In fairness, even I, the Great Unimaginative One, wake up in the morning at least once or twice a month with a melody in my head. But I have no way of expressing the melody through an instrument, and by midday it's gone forever. So I leave my ongoing need for music to those who are capable of actually creating music. If I can't create my own art, I'll leave it to those who can.
Either way, writing about music is always going to be a poor substitute for the music itself. "Writing about music is like dancing about architecture," as somebody once wisely observed. (No one's quite sure who said it first.) To that end, it's no surprise to me that there's a widespread disdain among many musical artists for music critics. The artists pour their emotions and their creativity into their music, and then along come the writers, sitting on the sidelines with nothing better to do, and pick away at the music, having offered nothing of equivalent creative merit in the process, save for a possibly clever turn of phrase here or there.
But music often brings a ray of sunshine to my life, as I know their art does for many others. Politics and religion inflame and often depress me, but music transports me to a good place. It’s my safe haven in an ever more chaotic world. So as a writer, I endeavor to find the good in music. It's not always possible, but I try.
I try because I need my safe haven. In addition to the depressing state of the world, my personal health sucks. I feel miserable most days. I think it has something to do with a neurological malfunction, but an endless barrage of tests, procedures, and visits to specialist after specialist turned up nothing conclusive. Still, random parts of my body malfunction and then might get better for a while, or they just decide to stop working at all. It all gets worse as I get older. I grin and bear it, because that's all I can do.
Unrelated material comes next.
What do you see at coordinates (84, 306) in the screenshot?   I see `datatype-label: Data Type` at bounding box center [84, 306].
That casts an additional veil of sorrow over my life. So I need those flashes of sunlight that break through the clouds to keep me from spiraling into madness. Melancholy songs especially trigger something deep within me, as if they've grasped this sorrowfulness that's my constant companion and molded it into a shape that helps me process it, in a way I would be incapable of expressing on my own. I hear songs like that, and something deep within me says, "Yeah, you get it." They're profoundly cathartic. They're the ones that actually threaten to make my tear ducts function.
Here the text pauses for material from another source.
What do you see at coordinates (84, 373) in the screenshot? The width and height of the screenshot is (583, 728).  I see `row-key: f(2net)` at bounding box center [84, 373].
See, I identify with the Eeyores and Charlie Browns of the world. The ones who push on despite the enveloping gloom. The ones who always fall short but, perhaps foolishly, keep trying. And people like us need those glimmers of hope to keep trying. Music does that for me. Happy music lifts my spirits. But more importantly, the melancholy music empathizes.
The goal
Music is the one thing I tend not to burn out on in life, and writing about it might help channel my creative (and nervous) energies, so I can quiet some of the eternal chatter in my head and not become despondent over the state of the world.That said, I'm acutely aware of the inherent challenge in writing anything useful about music. Because music is its own nonverbal language, all we can do with words is attempt to interpret how music makes us feel. Words are admittedly a poor conduit for expressing those feelings. But it's all you have if you're not a musician.
I'm not.
Hence the reason I blog about stuff -- music included.